Tour de l'Avenir explained

Tour de l'Avenir
Date:August (men)
September (women)
Region:France
English:Tour of the Future
Localnames:Tour de l'Avenir
Discipline:Road
Competition:UCI Nations Cup
Type:Stage race
Organiser:Alpes Vélo
Director:Philippe Colliou
Number:59 (as of 2023)
Mostwins: (2 wins)

Tour de l'Avenir (English: '''Tour of the Future''') is a French road bicycle racing stage race, which started in 1961[1] as a race similar to the Tour de France and over much of the same course but for amateurs and for semi-professionals known as independents. Felice Gimondi, Joop Zoetemelk, Greg LeMond, Miguel Induráin, Laurent Fignon, Egan Bernal, and Tadej Pogačar won the Tour de l'Avenir and went on to win 16 Tours de France, with an additional 10 podium placings between them.

The race was created in 1961 by Jacques Marchand, the editor of L'Équipe,[2] to attract teams from the Soviet Union and other communist nations that had no professional riders to enter the Tour de France.

Until 1967, it took place earlier the same day as some of the stages of the Tour de France and shared the latter part of each stage's route, but moved to September and a separate course from 1968 onwards.[3] It became the Grand Prix de l'Avenir in 1970, the Trophée Peugeot de l'Avenir from 1972 to 1979 and the Tour de la Communauté Européenne from 1986 to 1990. It was restricted to amateurs from 1961 to 1980, before opening to professionals in 1981. After 1992, it was open to all riders who were less than 25 years old.

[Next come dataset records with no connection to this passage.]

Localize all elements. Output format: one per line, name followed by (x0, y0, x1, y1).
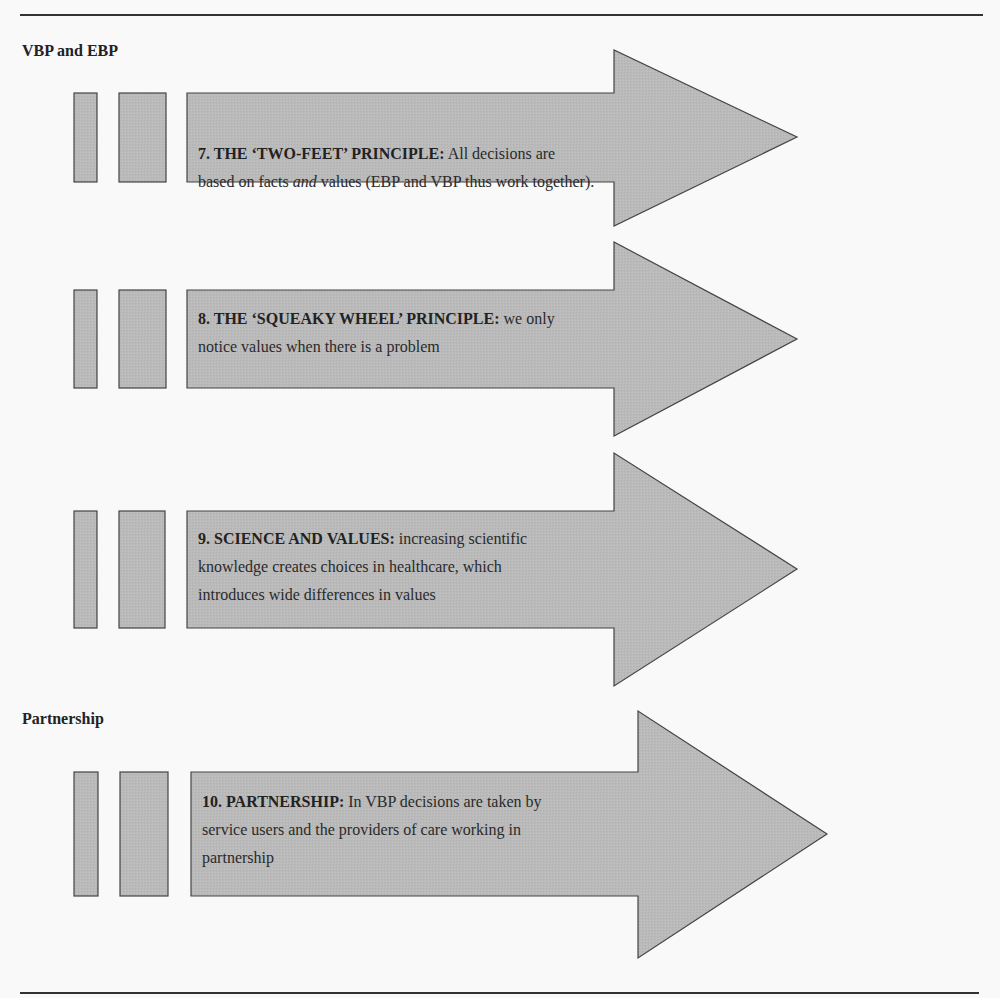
principle-8-line-1: 8. THE ‘SQUEAKY WHEEL’ PRINCIPLE: we onl… (198, 305, 555, 333)
arrow-8-bar-2 (119, 290, 166, 388)
principle-10-title: 10. PARTNERSHIP: (202, 793, 344, 810)
arrow-9-bar-2 (119, 511, 165, 628)
principle-10-line-2: service users and the providers of care … (202, 816, 542, 844)
principle-10-line-1: 10. PARTNERSHIP: In VBP decisions are ta… (202, 788, 542, 816)
principle-7-title: 7. THE ‘TWO-FEET’ PRINCIPLE: (198, 145, 445, 162)
arrow-7-bar-1 (74, 93, 97, 182)
principle-8-line-2: notice values when there is a problem (198, 333, 555, 361)
arrow-8-bar-1 (74, 290, 97, 388)
principle-7-line-1: 7. THE ‘TWO-FEET’ PRINCIPLE: All decisio… (198, 140, 594, 168)
arrow-7 (74, 50, 797, 226)
principle-9-text: 9. SCIENCE AND VALUES: increasing scient… (198, 525, 527, 609)
principle-7-text: 7. THE ‘TWO-FEET’ PRINCIPLE: All decisio… (198, 140, 594, 196)
principle-8-title: 8. THE ‘SQUEAKY WHEEL’ PRINCIPLE: (198, 310, 500, 327)
arrow-10-bar-1 (74, 772, 98, 896)
principle-8-text: 8. THE ‘SQUEAKY WHEEL’ PRINCIPLE: we onl… (198, 305, 555, 361)
principle-7-line-2: based on facts and values (EBP and VBP t… (198, 168, 594, 196)
principle-10-text: 10. PARTNERSHIP: In VBP decisions are ta… (202, 788, 542, 872)
arrow-10-bar-2 (120, 772, 168, 896)
arrow-7-bar-2 (119, 93, 166, 182)
emphasis-and: and (293, 173, 317, 190)
principle-9-line-2: knowledge creates choices in healthcare,… (198, 553, 527, 581)
principle-9-title: 9. SCIENCE AND VALUES: (198, 530, 395, 547)
bottom-rule (20, 992, 979, 994)
principle-9-line-1: 9. SCIENCE AND VALUES: increasing scient… (198, 525, 527, 553)
arrow-7-body (187, 50, 797, 226)
principle-9-line-3: introduces wide differences in values (198, 581, 527, 609)
arrow-9-bar-1 (74, 511, 97, 628)
principle-10-line-3: partnership (202, 844, 542, 872)
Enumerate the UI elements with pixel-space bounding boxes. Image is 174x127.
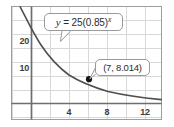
equation-equals: = — [61, 17, 72, 28]
y-tick-label-20: 20 — [12, 36, 29, 46]
equation-coefficient: 25(0.85) — [72, 17, 108, 28]
equation-exponent: x — [108, 15, 111, 24]
y-tick-label-10: 10 — [12, 63, 29, 73]
x-tick-label-12: 12 — [136, 107, 154, 117]
equation-text: y = 25(0.85)x — [56, 16, 112, 28]
exponential-decay-figure: 20 10 4 8 12 y = 25(0.85)x (7, 8.014) — [0, 0, 174, 127]
point-coordinate-callout: (7, 8.014) — [95, 59, 150, 76]
equation-callout: y = 25(0.85)x — [44, 13, 123, 31]
x-tick-label-4: 4 — [60, 107, 78, 117]
x-tick-label-8: 8 — [98, 107, 116, 117]
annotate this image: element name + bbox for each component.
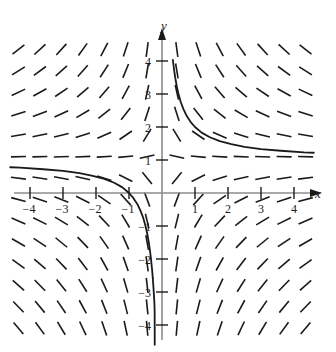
slope-segment (175, 214, 179, 229)
slope-segment (98, 109, 110, 118)
y-tick-label: −4 (138, 319, 151, 333)
slope-segment (11, 134, 26, 137)
slope-segment (278, 259, 289, 269)
slope-segment (14, 323, 24, 334)
slope-segment (55, 88, 67, 96)
slope-segment (300, 45, 312, 54)
slope-segment (99, 87, 109, 98)
slope-segment (194, 108, 203, 120)
slope-segment (236, 65, 246, 76)
slope-segment (13, 301, 23, 312)
slope-segment (176, 235, 179, 250)
slope-segment (79, 279, 87, 292)
slope-segment (176, 42, 178, 57)
slope-segment (76, 110, 89, 118)
slope-segment (298, 177, 313, 179)
slope-segment (195, 64, 201, 78)
slope-segment (299, 67, 312, 75)
slope-segment (234, 156, 249, 157)
slope-segment (235, 110, 248, 118)
slope-segment (176, 321, 177, 336)
plot-canvas: −4−3−2−112344321−1−2−3−4xy (0, 0, 336, 352)
y-tick-label: 1 (145, 154, 151, 168)
slope-segment (79, 300, 86, 313)
slope-segment (120, 131, 132, 139)
slope-segment (33, 89, 46, 96)
slope-segment (11, 112, 25, 117)
slope-segment (123, 257, 128, 271)
slope-segment (34, 238, 46, 246)
slope-segment (32, 177, 47, 179)
slope-segment (237, 43, 246, 55)
slope-segment (123, 42, 128, 56)
slope-segment (279, 280, 289, 291)
x-axis-label: x (314, 186, 321, 201)
slope-segment (123, 236, 129, 250)
y-axis-label: y (159, 18, 167, 33)
slope-segment (279, 44, 290, 54)
slope-segment (174, 193, 179, 207)
slope-segment (255, 156, 270, 157)
x-tick-label: 2 (225, 202, 231, 216)
axes-group (14, 28, 322, 340)
slope-segment (196, 257, 201, 271)
y-tick-label: −2 (138, 253, 151, 267)
slope-segment (54, 133, 69, 137)
slope-segment (55, 217, 68, 225)
slope-segment (75, 156, 90, 157)
slope-segment (175, 107, 180, 121)
slope-segment (277, 218, 290, 225)
slope-segment (236, 87, 247, 97)
slope-segment (54, 156, 69, 157)
slope-segment (278, 66, 290, 75)
slope-segment (234, 176, 249, 179)
slope-segment (77, 216, 89, 225)
slope-segment (234, 196, 247, 203)
slope-segment (237, 258, 246, 270)
slope-segment (56, 238, 68, 248)
slope-segment (277, 177, 292, 179)
slope-segment (255, 177, 270, 180)
slope-segment (257, 66, 268, 76)
slope-segment (215, 236, 224, 248)
slope-segment (298, 134, 313, 137)
slope-segment (142, 172, 152, 184)
slope-segment (195, 86, 202, 99)
slope-segment (197, 300, 201, 315)
slope-segment (34, 259, 45, 269)
slope-segment (278, 238, 290, 246)
slope-segment (36, 322, 45, 334)
slope-field-figure: −4−3−2−112344321−1−2−3−4xy (0, 0, 336, 352)
slope-segment (259, 322, 267, 335)
slope-segment (78, 237, 88, 248)
slope-segment (122, 215, 130, 228)
slope-segment (99, 216, 109, 227)
slope-segment (12, 239, 25, 246)
slope-segment (100, 65, 108, 78)
slope-segment (145, 193, 150, 207)
slope-segment (236, 237, 246, 248)
slope-segment (298, 198, 312, 202)
slope-segment (101, 43, 108, 56)
slope-segment (256, 111, 270, 117)
slope-segment (277, 134, 292, 137)
slope-segment (298, 112, 312, 117)
slope-segment (212, 156, 227, 157)
slope-segment (300, 280, 311, 290)
slope-segment (97, 156, 112, 157)
slope-segment (217, 321, 222, 335)
slope-segment (214, 109, 226, 118)
slope-segment (57, 301, 65, 313)
slope-segment (255, 133, 270, 137)
slope-segment (213, 132, 227, 138)
slope-segment (35, 280, 45, 291)
slope-segment (170, 155, 185, 158)
x-tick-label: 3 (258, 202, 264, 216)
x-tick-label: 4 (291, 202, 297, 216)
slope-segment (277, 197, 291, 202)
slope-segment (217, 300, 222, 314)
x-tick-label: −1 (122, 202, 135, 216)
slope-segment (124, 321, 127, 336)
slope-segment (75, 176, 90, 179)
slope-segment (97, 132, 111, 138)
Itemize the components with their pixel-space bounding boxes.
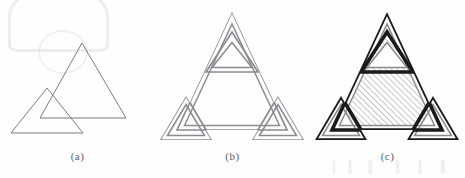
large-triangle-b <box>177 12 287 130</box>
caption-a: (a) <box>0 150 155 162</box>
caption-b: (b) <box>155 150 310 162</box>
left-small-triangle-b <box>160 96 212 140</box>
figure-panel-a: (a) <box>0 0 155 178</box>
diagram-b <box>155 0 310 150</box>
caption-c: (c) <box>310 150 465 162</box>
large-triangle-inner-b <box>185 24 280 126</box>
figure-panel-b: (b) <box>155 0 310 178</box>
figure-sheet: (a) <box>0 0 465 178</box>
triangle-group-a <box>11 43 126 133</box>
diagram-c <box>310 0 465 150</box>
small-triangle-a <box>11 88 83 133</box>
right-small-triangle-b <box>252 96 304 140</box>
union-outline-outer-b <box>160 12 304 140</box>
union-outline-inner-b <box>168 24 297 136</box>
figure-panel-c: (c) <box>310 0 465 178</box>
large-triangle-a <box>40 43 126 118</box>
diagram-a <box>0 0 155 150</box>
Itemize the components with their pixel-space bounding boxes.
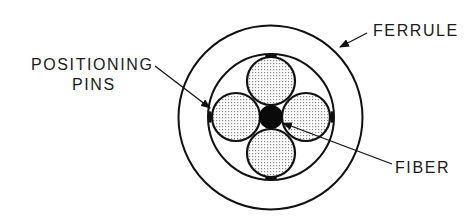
positioning-pins-label-line2: PINS [72, 77, 116, 93]
positioning-pin-bottom [247, 129, 295, 177]
fiber-core [259, 105, 283, 129]
positioning-pin-right [282, 93, 330, 141]
fiber-leader-arrow [283, 123, 392, 164]
positioning-pins-leader-arrow [155, 66, 210, 108]
contact-mark-left [208, 111, 212, 123]
fiber-label: FIBER [395, 160, 450, 176]
contact-mark-right [330, 111, 334, 123]
positioning-pin-top [247, 57, 295, 105]
positioning-pins-label-line1: POSITIONING [31, 57, 154, 73]
contact-mark-bottom [265, 176, 277, 180]
ferrule-label: FERRULE [373, 23, 459, 39]
positioning-pin-left [212, 93, 260, 141]
contact-mark-top [265, 54, 277, 58]
ferrule-leader-arrow [340, 33, 367, 47]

Since 2007 it is for riders aged 18 to 22 inclusive, and is held part of the UCI Nations Cup.[4] [5] National teams take part in the race rather than trade teams.

Women

From 2023, a women's edition of the race (Tour de l'Avenir Femmes) was held following the men, taking place over 5 days.[6] As with the men's race, national teams take part in the race.[7]

Winners

Women

Notes and References

  1. http://www.aso.fr/evenements/cyclisme/fr/etap02.html
  2. Web site: le RDV des fans de cyclisme, vélo, velo, cycling, cyclo, piste, VTT . Velo-club.net . 2013-07-15 . dead . https://web.archive.org/web/20071021071513/http://www.velo-club.net/article.php?sid=14807 . 2007-10-21 .
  3. Web site: Tour de l'Avenir. Éditions Larousse. 15 August 2014.
  4. http://www.sports.fr/cyclisme/scans/tour-de-l-avenir-un-costaricain-premier-leader-783044/ Tour de l'Avenir: Un Costaricain premier leader
  5. Web site: Tour de l'Avenir Sortir43.com Haute Loire . Sortir43.com . 2013-07-15 . dead . https://web.archive.org/web/20120219021846/http://www.sortir43.com/Tour-de-l-Avenir.html . 2012-02-19 .
  6. Web site: Accueil . 2024-04-07 . Tour de l'Avenir Femmes . fr-FR.
  7. Web site: Costa . Andrea . 2023-07-17 . Le Tour de l’Avenir aussi au féminin . 2023-07-24 . Tour de l'Avenir 2023 . fr-FR.